That’s down more than 400,000 barrels a day from the average for the first 13 days of the month...
https://twitter.com/TOGAjano21/status/1771478743447437642
Biden Admin wants Ukraine to halt attacks on Russian refineries, to keep gasoline prices lower in the US ahead of elections. Ukrainian attacks took about ten percent of Russian refining offline in recent weeks.
Might be prudent to Shoot and look, before potentially overshooting, and incurring some unexpected disruptions.
Might be useful to have the credible threat of major destruction of refining for leverage.
OilPrice.com reports:
“The United States has repeatedly urged Ukraine to halt its drone attacks on Russian oil refineries due to Washington’s assessment that the strikes could led to Russian retaliation and push up global oil prices, the Financial Times reported on Friday...
...The attacks have reduced Russia’s refining capacity and driven oil prices higher this month.

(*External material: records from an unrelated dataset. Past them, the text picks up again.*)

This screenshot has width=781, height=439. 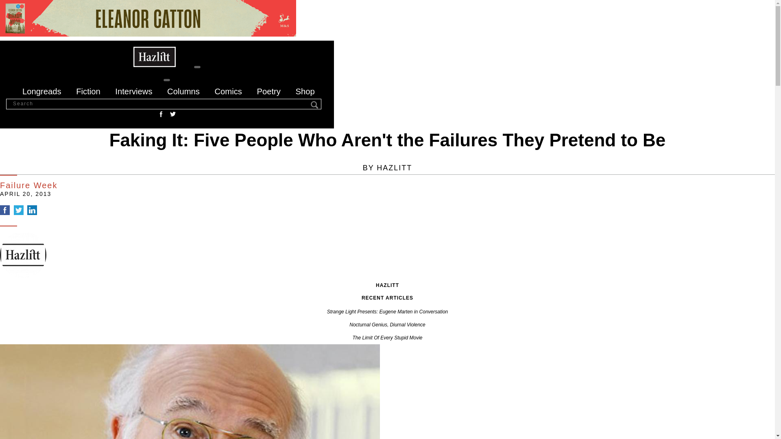 What do you see at coordinates (133, 91) in the screenshot?
I see `Interviews` at bounding box center [133, 91].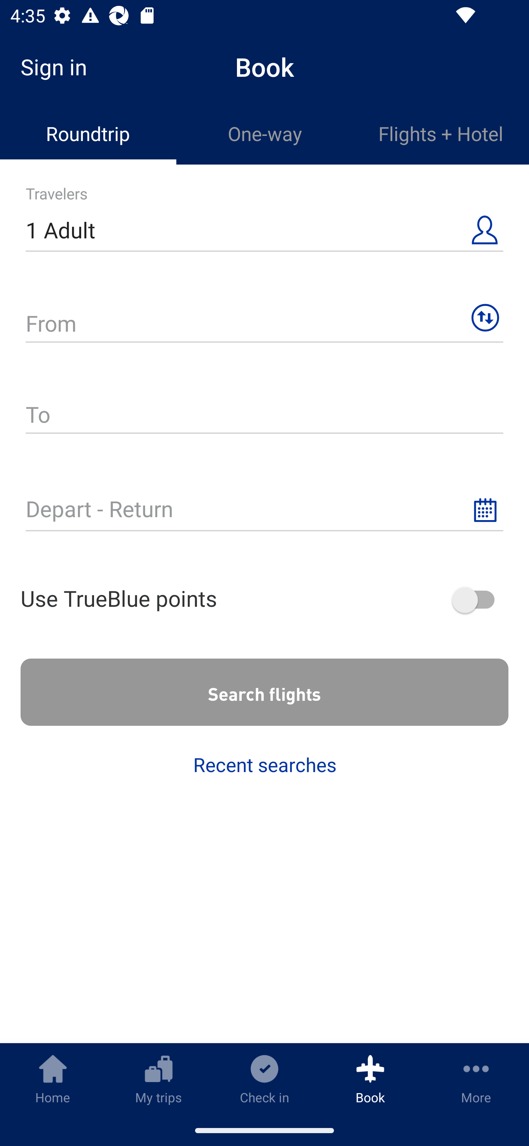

Early on Friday, Brent Crude prices traded at above $85 per barrel, while the U.S. benchmark, WTI Crude, was at $81 per barrel, which is set to further raise U.S. gasoline prices amid rising demand, refinery maintenance, and falling stocks.
With gasoline demand rising, U.S. gasoline prices increased last week for a third week in a row, GasBuddy data showed earlier this week.
This doesn’t look good at all for the U.S. Administration in an election year in which President Joe Biden is expected to seek re-election in November.
Ukrainian drone attacks on Russian refineries in recent weeks have taken out as much as 600,000 barrels in daily processing capacity in Russia, according to commodity trading major Gunvor. (about 10% of the long term average (normal) throughput, of around 6 million bpd)
“It is significant because obviously this is gonna hit the distillate exports straight away,” Gunvor chief executive Torbjörn Törnqvist told Bloomberg on the sidelines of CERAWeek.
“So that will probably take down exports by a couple of hundred thousand barrels, so to me it’s a distillate problem,” the executive added.
Lower refining capacity in the second quarter, due to refinery maintenance and emergency repairs following the attacks, could be one of the reasons why Russia said it would focus on cuts to oil production instead of exports in its voluntary supply reduction as part of OPEC+ in the second quarter, analysts say.”